Learning to respect the deep ball is the first harsh lesson in the education of a Cortex player. A bot can hurl the rock from one end of the small field clear to the other--as long as there aren’t any tall blocks in the way--and drop it in the end zone to be caught or picked up by a nearby teammate. The longest passes freeze at their apex, ending the turn. This ostensibly allows the defense time to swoop in for an interception, but the effect is like a crystallization of that wonderful moment when an NFL cameraman begins that telltale, frantic sideways pan--the moment anyone watching suddenly realizes that something’s just gone dramatically wrong (or, less often for a Texans fan like me, right) in the backfield.

Unlike passes, runs draw out through the full length of a turn. True to real football, they’re the grind-it-out option, leaning on the cumulative effect of bonus point tiles for a win by attrition. Because of the idiosyncratic way that blocking works in Frozen Cortex, stopping the run requires a patient defense and timely risks. If it lapses enough to allow a robot to scamper through to the end zone after hitting a string of extra points, it’s a coup.

Two circles around each bot govern all collisions in a game chock full of them: one for blocking and one for tackling. A robot that’s "first on scene"--that is to say, reaches an area and goes stationary before the opponent does--will block any comers trying to run past its circle on their prescribed routes. But stationary bots will automatically bypass would-be blockers to snuff out ball handlers that enter their larger tackling radius. It's a strategic wrinkle that forgoes the random number generators so endemic to sports games in favor of something more aboveboard and ultimately more intuitive, too.

This all means that it only takes a match or two to pick up the fundamentals, which is as long as I can recommend bothering with Frozen Cortex’s single-player mode. There are two main formats: a one-and-done "Knockout" mode and a standard single-season league. In league play, the AI provides stiff initial competition, but it quickly fades as you use the perfunctory free agent system to outspend it on new robots with better stats. There’s an overarching text-based narrative involving an investigation into thrown matches, but it goes nowhere fast and rings especially hollow because Frozen Cortex actually allows you to bet against your own team and throw the game without consequences.

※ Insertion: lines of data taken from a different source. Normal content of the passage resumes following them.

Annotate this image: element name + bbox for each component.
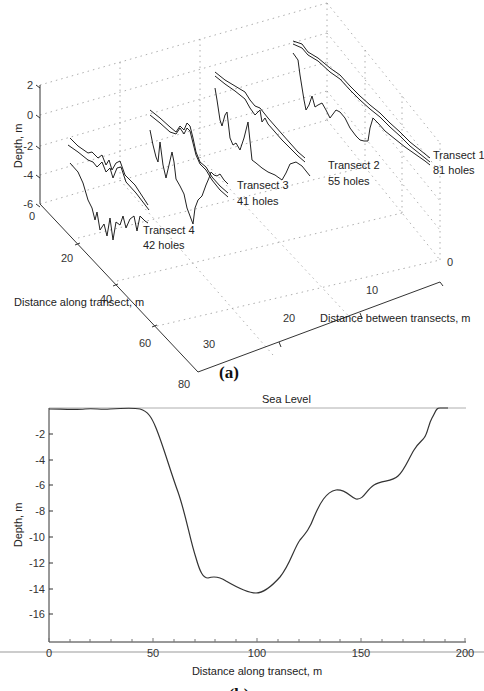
- y-tick: 20: [283, 312, 295, 324]
- depth-profile-line: [49, 408, 448, 593]
- panel-b-label: (b): [229, 685, 250, 691]
- transect-1-holes: 81 holes: [433, 164, 475, 176]
- y-tick: 30: [203, 338, 215, 350]
- transect-3-label: Transect 3: [237, 179, 289, 191]
- x-tick-labels: 0 50 100 150 200: [46, 647, 474, 659]
- x-tick: 0: [46, 647, 52, 659]
- y-tick: -16: [29, 608, 45, 620]
- y-tick: 10: [366, 284, 378, 296]
- x-tick: 50: [147, 647, 159, 659]
- x-axis-label: Distance along transect, m: [192, 665, 322, 677]
- transect-2-traces: [215, 72, 310, 180]
- z-tick: -4: [23, 169, 33, 181]
- x-tick: 200: [456, 647, 474, 659]
- y-tick: -6: [35, 479, 45, 491]
- panel-a-3d-chart: 2 0 -2 -4 -6 Depth, m 0 20 40 60 80 Dist…: [12, 3, 484, 390]
- z-tick: -2: [23, 140, 33, 152]
- z-tick: 2: [27, 79, 33, 91]
- y-tick-labels: 0 10 20 30: [203, 256, 453, 350]
- y-tick: -4: [35, 454, 45, 466]
- transect-1-traces: [293, 41, 430, 165]
- panel-a-label: (a): [219, 363, 239, 382]
- transect-4-holes: 42 holes: [143, 239, 185, 251]
- y-axis-label: Distance between transects, m: [320, 312, 470, 324]
- y-tick-labels: -2 -4 -6 -8 -10 -12 -14 -16: [29, 428, 45, 620]
- x-tick: 100: [248, 647, 266, 659]
- transect-4-label: Transect 4: [143, 224, 195, 236]
- y-tick: -8: [35, 505, 45, 517]
- z-tick: 0: [27, 109, 33, 121]
- transect-2-label: Transect 2: [328, 159, 380, 171]
- transect-1-label: Transect 1: [433, 149, 484, 161]
- y-tick: -14: [29, 583, 45, 595]
- y-axis-label: Depth, m: [12, 503, 24, 548]
- x-tick: 80: [178, 378, 190, 390]
- x-tick: 150: [352, 647, 370, 659]
- figure: 2 0 -2 -4 -6 Depth, m 0 20 40 60 80 Dist…: [0, 0, 484, 691]
- transect-2-holes: 55 holes: [328, 175, 370, 187]
- transect-3-holes: 41 holes: [237, 195, 279, 207]
- x-tick: 20: [61, 252, 73, 264]
- z-axis-label: Depth, m: [12, 124, 24, 169]
- z-tick-labels: 2 0 -2 -4 -6: [23, 79, 33, 210]
- y-tick: -10: [29, 531, 45, 543]
- z-tick: -6: [23, 198, 33, 210]
- y-tick: -2: [35, 428, 45, 440]
- sea-level-label: Sea Level: [262, 393, 311, 405]
- transect-3-traces: [150, 110, 228, 224]
- x-axis-label: Distance along transect, m: [14, 296, 144, 308]
- y-ticks: [49, 434, 53, 614]
- y-tick: -12: [29, 557, 45, 569]
- x-tick: 60: [139, 337, 151, 349]
- transect-4-traces: [68, 138, 149, 240]
- x-tick: 0: [29, 210, 35, 222]
- x-ticks: [49, 638, 465, 642]
- y-tick: 0: [447, 256, 453, 268]
- panel-b-profile-chart: Sea Level -2 -4 -6 -8 -10 -12 -14 -16 De…: [0, 393, 484, 691]
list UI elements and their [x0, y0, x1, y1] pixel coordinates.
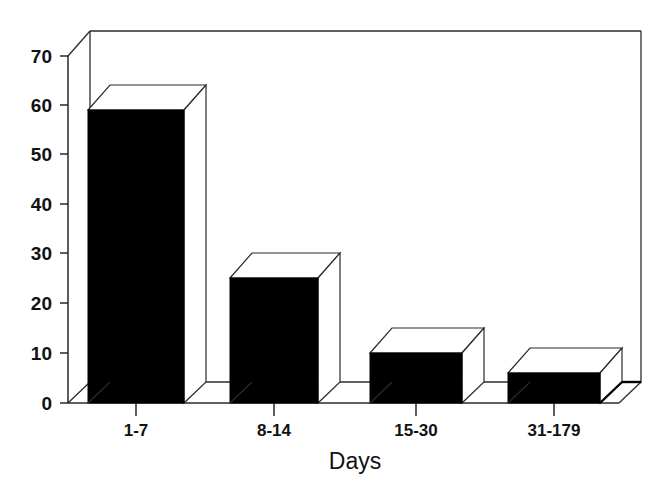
bar-1-side-face — [184, 85, 206, 403]
y-axis-label-20: 20 — [31, 293, 52, 314]
y-axis-label-60: 60 — [31, 95, 52, 116]
y-axis-label-10: 10 — [31, 343, 52, 364]
x-axis-label-4: 31-179 — [528, 421, 581, 440]
x-axis-label-3: 15-30 — [394, 421, 437, 440]
y-axis-label-0: 0 — [41, 393, 52, 414]
y-axis-label-70: 70 — [31, 46, 52, 67]
x-axis-title: Days — [329, 448, 381, 474]
bar-group-2[interactable] — [230, 253, 340, 403]
y-axis-label-40: 40 — [31, 194, 52, 215]
x-axis-label-1: 1-7 — [124, 421, 149, 440]
y-axis-label-50: 50 — [31, 144, 52, 165]
chart-canvas: 70 60 50 40 30 20 10 0 — [0, 0, 670, 480]
bar-3-front-face — [370, 353, 462, 403]
bar-2-front-face — [230, 278, 318, 403]
bar-group-1[interactable] — [88, 85, 206, 403]
bar-group-3[interactable] — [370, 328, 484, 403]
y-axis-label-30: 30 — [31, 243, 52, 264]
bar-2-side-face — [318, 253, 340, 403]
bar-1-front-face — [88, 110, 184, 403]
bar-chart-figure: 70 60 50 40 30 20 10 0 — [0, 0, 670, 480]
bar-4-front-face — [508, 373, 600, 403]
x-axis-label-2: 8-14 — [257, 421, 292, 440]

It's weird to cite a game for trying to go deeper or tell a story. But the futuristic coating that Frozen Cortex paints over its sport works best as a surface treatment. And if you don't cut into it, it looks great. The teams have slick, expressive names like "Heavy Perspective" or "SXT Vision," and their logos look like the glyph symbols in Blade that denote secret vampire rave nightclubs. The industrial electronica tracks thrum along as naturally as a pulse. A news ticker drip feeds evocative little blurbs like "Core 4’ Teams to Meet with WRC and League to Discuss Player Rights." It's only in the actual exposition that these things end up belabored, as the league's talking heads try to pack an entire personality into each of the tweet-sized messages they send before each match.

Maybe that's a mark in favor of replacing the human element in futuristic games like this. If you could only excise all those flimsy, unreliable human bodies, with their proclivities for head trauma and contract renegotiation demands, you'd perhaps reach something purer--sport ascended from the flesh, so to speak. Bigger but more thoughtful. Gladiatorial but safe. With blitzes that play out like chess, with mechanized athletes that can pull any move if you can just hit the right combination of buttons. Some ultimate game where nerd and jock fuse together and assume their final form.